Sripavan Second Tamil to Become Lankan Chief Justice

Sripavan Second Tamil to Become Lankan Chief Justice

COLOMBO: Justice Kanakasabapathi Sripavan will be the second Tamil to be Chief Justice of the Sri Lankan Supreme Court when he takes over on Friday following the retirement of Shirani Bandaranayake.

The first Tamil to hold the highest judicial post in Sri Lanka was Suppiah Sharvananda, who served between 1984 and 1988.

Born in 1952, Sripavan was educated at the Jaffna Hindu College and the Law College in Colombo. After a short stint at the private bar in the late 1970s, he joined the Attorney General‘s Office as a government counsel. He rose to be Deputy Solicitor General before he was appointed a judge in the Court of Appeal.  He was party to many landmark judgments when he was raised to the Supreme Court.

As the then Chief Justice, Mohan Peiris, was due for removal on the grounds that his appointment was illegal, Sri Lanka’s new President, Maithripala Sirisena and Prime Minister Ranil Wickremesinghe, chose to be sworn in by Justice Sripavan rather than CJ Mohan Peiris. At any rate, Sripavan was the senior most Supreme Court judge.

Bandaranayake Retires        

Sripvan’s predecessor, Shirani Bandaranayake, had assumed office on Wednesday following her re-instatement through a Presidential order sacking Chief Justice Mohan Peiris. However, on re-instatement, she said that she would put in her papers for immediate retirement. According to her attorney, K.Neelakandan, she was not interested in the office but only wanted justice to be done to her, and that was done when she was reinstated.

UNP’s Reservations

However, political sources said that Prime Minister Ranil Wickremesinghe and his United National Party (UNP) did not want Bandaranayake to continue as  Chief Justice because she had earlier ruled that the draconian 18 th.Amendment introduced by former President Mahinda Rajapaksa was in accordance with the constitution.

The 18 th.Amendment had repealed the 17 th. Amendment to abolish the Independent Commissions and to lift the cap on the number of terms a President could seek. The 17 th.Amendment, which had set up Independent Commissions,  was the brainchild of the UNP.

The 18 th. Amendment was a blatant attempt to further beef up the already powerful Executive Presidency, an institution which the UNP had been wanting to abolish or drastically prune.

Despite the ire against Bandaranayake’s ruling on the 18 th. Amendment, the UNP was committed to reinstating her to prove that it is against arbitrary and capricious removal of judges bypassing the due process. Her reinstatement was put in the manifesto of the Joint Opposition Presidential Candidate, Maithripala Sirisena.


The response should consist of every line below, unchanged.
DATA EXCERPTS Start Marker
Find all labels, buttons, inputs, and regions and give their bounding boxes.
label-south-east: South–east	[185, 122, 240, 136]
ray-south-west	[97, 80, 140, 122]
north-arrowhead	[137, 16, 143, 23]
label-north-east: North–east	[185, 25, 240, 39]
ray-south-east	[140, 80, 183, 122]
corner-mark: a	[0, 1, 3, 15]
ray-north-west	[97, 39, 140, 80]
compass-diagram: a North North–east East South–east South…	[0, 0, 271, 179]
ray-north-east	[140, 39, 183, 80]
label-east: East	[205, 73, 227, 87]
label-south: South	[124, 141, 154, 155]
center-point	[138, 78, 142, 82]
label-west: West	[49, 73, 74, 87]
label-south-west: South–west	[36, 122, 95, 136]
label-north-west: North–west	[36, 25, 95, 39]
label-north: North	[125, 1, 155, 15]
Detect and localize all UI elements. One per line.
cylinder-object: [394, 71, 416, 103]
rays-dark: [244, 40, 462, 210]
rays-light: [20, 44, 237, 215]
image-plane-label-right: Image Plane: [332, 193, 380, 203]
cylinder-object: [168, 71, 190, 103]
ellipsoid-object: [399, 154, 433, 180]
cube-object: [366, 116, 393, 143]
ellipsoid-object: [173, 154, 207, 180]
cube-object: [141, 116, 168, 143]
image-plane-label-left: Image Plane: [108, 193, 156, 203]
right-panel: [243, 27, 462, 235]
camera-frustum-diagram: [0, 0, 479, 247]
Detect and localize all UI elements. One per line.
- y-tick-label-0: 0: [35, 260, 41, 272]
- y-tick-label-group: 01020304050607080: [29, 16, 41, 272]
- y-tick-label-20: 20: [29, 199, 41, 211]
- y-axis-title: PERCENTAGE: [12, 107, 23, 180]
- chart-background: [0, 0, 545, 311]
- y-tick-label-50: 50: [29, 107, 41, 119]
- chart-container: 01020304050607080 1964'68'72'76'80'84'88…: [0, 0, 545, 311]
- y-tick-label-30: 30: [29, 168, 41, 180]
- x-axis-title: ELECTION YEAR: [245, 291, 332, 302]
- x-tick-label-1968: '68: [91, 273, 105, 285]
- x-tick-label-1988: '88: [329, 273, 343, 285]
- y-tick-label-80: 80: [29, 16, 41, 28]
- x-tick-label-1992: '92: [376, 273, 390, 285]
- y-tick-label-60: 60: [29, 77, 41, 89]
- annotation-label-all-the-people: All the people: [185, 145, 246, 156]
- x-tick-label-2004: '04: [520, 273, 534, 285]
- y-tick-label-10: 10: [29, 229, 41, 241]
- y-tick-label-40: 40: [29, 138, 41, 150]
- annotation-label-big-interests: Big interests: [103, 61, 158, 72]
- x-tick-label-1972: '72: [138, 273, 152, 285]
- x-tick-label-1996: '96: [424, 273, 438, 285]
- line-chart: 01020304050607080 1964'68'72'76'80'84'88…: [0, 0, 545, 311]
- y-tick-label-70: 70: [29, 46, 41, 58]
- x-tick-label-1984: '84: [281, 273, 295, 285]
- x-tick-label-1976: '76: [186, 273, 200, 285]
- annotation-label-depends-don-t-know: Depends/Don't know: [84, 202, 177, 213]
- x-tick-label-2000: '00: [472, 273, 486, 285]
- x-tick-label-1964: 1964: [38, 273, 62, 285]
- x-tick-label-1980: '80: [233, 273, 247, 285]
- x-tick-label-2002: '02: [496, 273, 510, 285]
DATA EXCERPTS End Marker
• **ANSWER BOX**
Find all labels, buttons, inputs, and regions and give their bounding boxes.
label-south-east: South–east	[185, 122, 240, 136]
ray-south-west	[97, 80, 140, 122]
north-arrowhead	[137, 16, 143, 23]
label-north-east: North–east	[185, 25, 240, 39]
ray-south-east	[140, 80, 183, 122]
corner-mark: a	[0, 1, 3, 15]
ray-north-west	[97, 39, 140, 80]
compass-diagram: a North North–east East South–east South…	[0, 0, 271, 179]
ray-north-east	[140, 39, 183, 80]
label-east: East	[205, 73, 227, 87]
label-south: South	[124, 141, 154, 155]
center-point	[138, 78, 142, 82]
label-west: West	[49, 73, 74, 87]
label-south-west: South–west	[36, 122, 95, 136]
label-north-west: North–west	[36, 25, 95, 39]
label-north: North	[125, 1, 155, 15]
Detect and localize all UI elements. One per line.
cylinder-object: [394, 71, 416, 103]
rays-dark: [244, 40, 462, 210]
rays-light: [20, 44, 237, 215]
image-plane-label-right: Image Plane: [332, 193, 380, 203]
cylinder-object: [168, 71, 190, 103]
ellipsoid-object: [399, 154, 433, 180]
cube-object: [366, 116, 393, 143]
ellipsoid-object: [173, 154, 207, 180]
cube-object: [141, 116, 168, 143]
image-plane-label-left: Image Plane: [108, 193, 156, 203]
right-panel: [243, 27, 462, 235]
camera-frustum-diagram: [0, 0, 479, 247]
Detect and localize all UI elements. One per line.
- y-tick-label-0: 0: [35, 260, 41, 272]
- y-tick-label-group: 01020304050607080: [29, 16, 41, 272]
- y-tick-label-20: 20: [29, 199, 41, 211]
- y-axis-title: PERCENTAGE: [12, 107, 23, 180]
- chart-background: [0, 0, 545, 311]
- y-tick-label-50: 50: [29, 107, 41, 119]
- chart-container: 01020304050607080 1964'68'72'76'80'84'88…: [0, 0, 545, 311]
- y-tick-label-30: 30: [29, 168, 41, 180]
- x-axis-title: ELECTION YEAR: [245, 291, 332, 302]
- x-tick-label-1968: '68: [91, 273, 105, 285]
- x-tick-label-1988: '88: [329, 273, 343, 285]
- y-tick-label-80: 80: [29, 16, 41, 28]
- x-tick-label-1992: '92: [376, 273, 390, 285]
- y-tick-label-60: 60: [29, 77, 41, 89]
- annotation-label-all-the-people: All the people: [185, 145, 246, 156]
- x-tick-label-2004: '04: [520, 273, 534, 285]
- y-tick-label-10: 10: [29, 229, 41, 241]
- y-tick-label-40: 40: [29, 138, 41, 150]
- annotation-label-big-interests: Big interests: [103, 61, 158, 72]
- x-tick-label-1972: '72: [138, 273, 152, 285]
- x-tick-label-1996: '96: [424, 273, 438, 285]
- line-chart: 01020304050607080 1964'68'72'76'80'84'88…: [0, 0, 545, 311]
- y-tick-label-70: 70: [29, 46, 41, 58]
- x-tick-label-1984: '84: [281, 273, 295, 285]
- x-tick-label-1976: '76: [186, 273, 200, 285]
- annotation-label-depends-don-t-know: Depends/Don't know: [84, 202, 177, 213]
- x-tick-label-2000: '00: [472, 273, 486, 285]
- x-tick-label-1964: 1964: [38, 273, 62, 285]
- x-tick-label-1980: '80: [233, 273, 247, 285]
- x-tick-label-2002: '02: [496, 273, 510, 285]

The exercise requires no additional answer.